Louisa had never been so tempted to violence as when she had learnt the terms of her father’s will. The estate was entailed away, and all she could do was rely on their generosity.

Her cousin, she suspected, would do everything in his power to make sure she was comfortable.

His wife, however, she was less sure of.

“You must know,” he said earnestly, a friendly smile on his face, “that I do not begrudge your mother for her grief. It’s most understandable, considering what she has lost.”

Louisa made no attempt to explain that her mother’s grief was less for her father and more for the style of living she had grown so accustomed to.

“Thank you,” she said, casting her eyes downwards. “You are very kind.”

“My husband,” Mrs Angelica Picard said with emphasis, “is the best of men.”

“You flatter me, my dear.”

“No, not at all, Only consider what you are thinking of offering them. Five hundred a year!” She said the words as though it was an unreasonably large amount. “You are all generosity.”

Louisa inhaled slowly. Five hundred a year. They had been accustomed to living on no less than fifteen thousand. All she had left was her indifferent dowry.
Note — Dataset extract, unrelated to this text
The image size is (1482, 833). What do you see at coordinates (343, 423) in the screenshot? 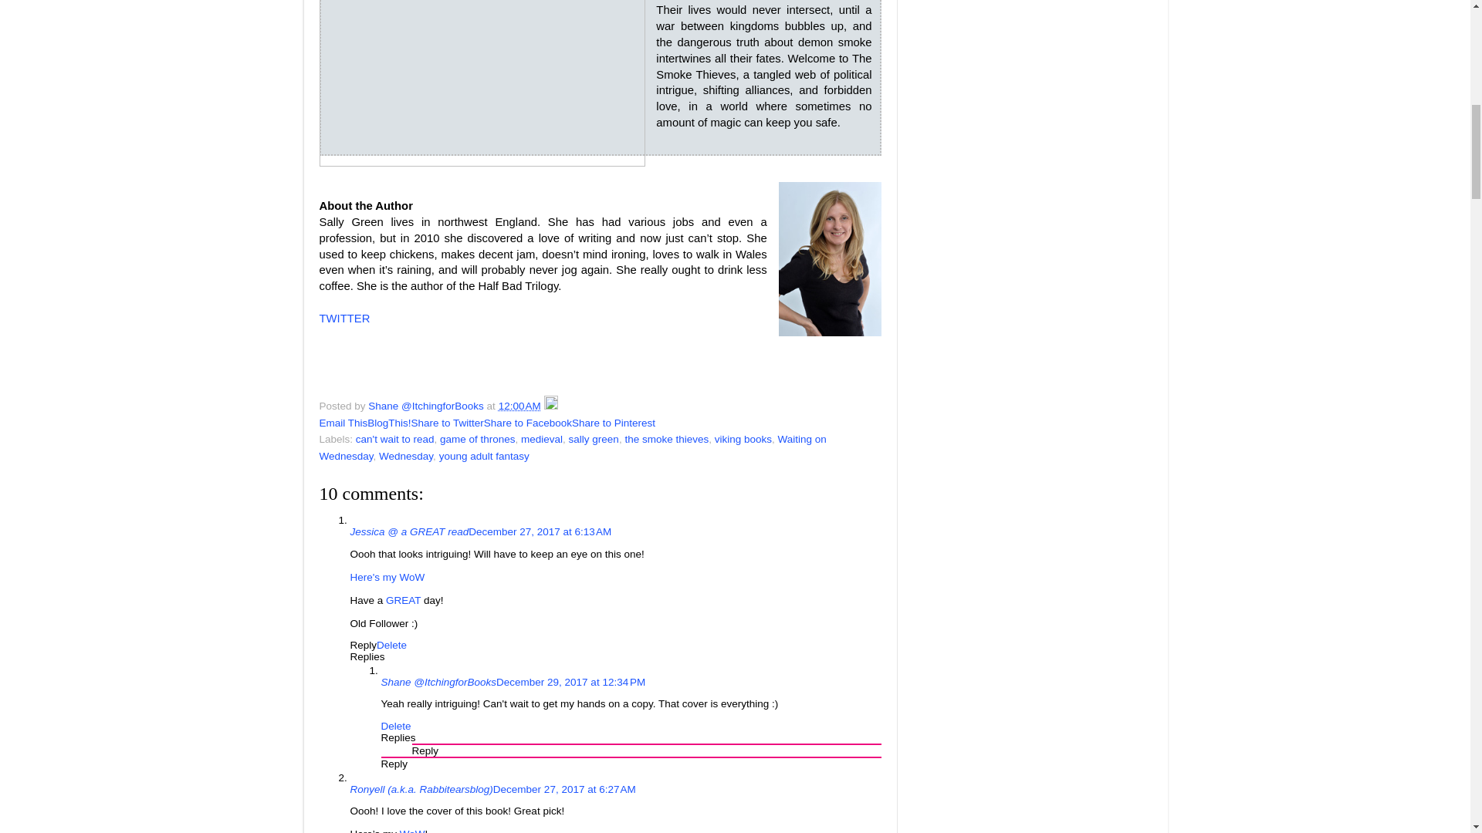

Mr Joseph Picard watched her anxiously, looking as though he felt the injustice of his wife’s speech, a very little. “And of course you may have anything in the house that you feel any affection for,” he told her with another smile. Poor man, to be ruled so utterly by his wife.
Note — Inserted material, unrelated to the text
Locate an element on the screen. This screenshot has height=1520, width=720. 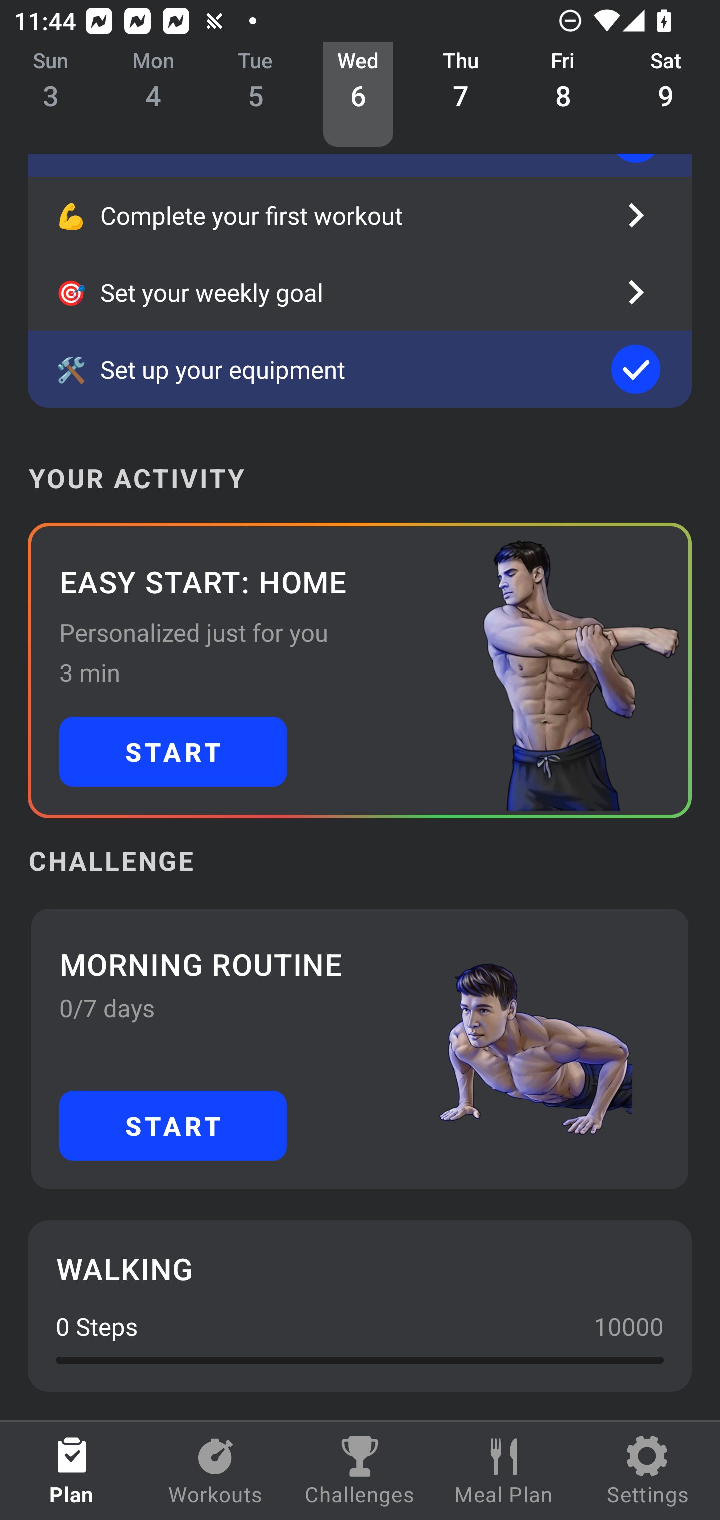
Sun 3 is located at coordinates (51, 95).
Angelica gave a sharp, derisive bark of laughter. “Indeed! You are all generosity, my darling.”

“Thank you,” Louisa said, barely managing to keep her resentment from slipping out between her teeth.

“And naturally you must remain in the house until you find somewhere to reside,” Mr Picard said.

“I shall be more than happy to look for some eligible houses.” Angelica dabbed at her dry eyes with her handkerchief. “It’s theleastI can do.”

Of course you will, Louisa thought viciously. Anything to ensure they left the house sooner.

And, with only five hundred a year to their name, they would be forced to forgo the fashionable locations of London, not to mention most of their servants, their horses, their carriages. It was not cheap to stable a horse in London. Her sweet mare would have to be sold—no. Now it belonged to the new Mr and Mrs Picard.

None of this would have mattered if her father had lived the remainder of his natural lifespan. But that was not the case, and at a mere fifty-two years of age, he was gone.

“I should see to my mother,” she said, rising and giving a mechanical curtsy. “She likely has not eaten yet today.”

“Of course, of course. Don’t let us keep you.” Joseph rose to his feet. “And convey our good wishes to your mother. No doubt she is feeling this very acutely.”

“I have some hartshorn with me,” Angelica said with a saccharine smile. “Allow me to have some taken up.”

Louisa curtsied again. “Thank you, Mrs Picard.”

“Now then, you must call me Angelica. We are cousins, after all.”

“Angelica,” Louisa managed, and fled before she was any more tempted to ruin the very lovely vase her mother kept on the mantelpiece.

True to form, her mother was still abed, and Louisa rapped impatiently on the door. In the week since her father’s death, the only time her mother had left her room was to attend the funeral with a veil over her face and so much loud weeping that Louisa had been embarrassed. Louisa’s sorrow, in public, was a quiet, contained thing. Only when she was alone did she give way to tears.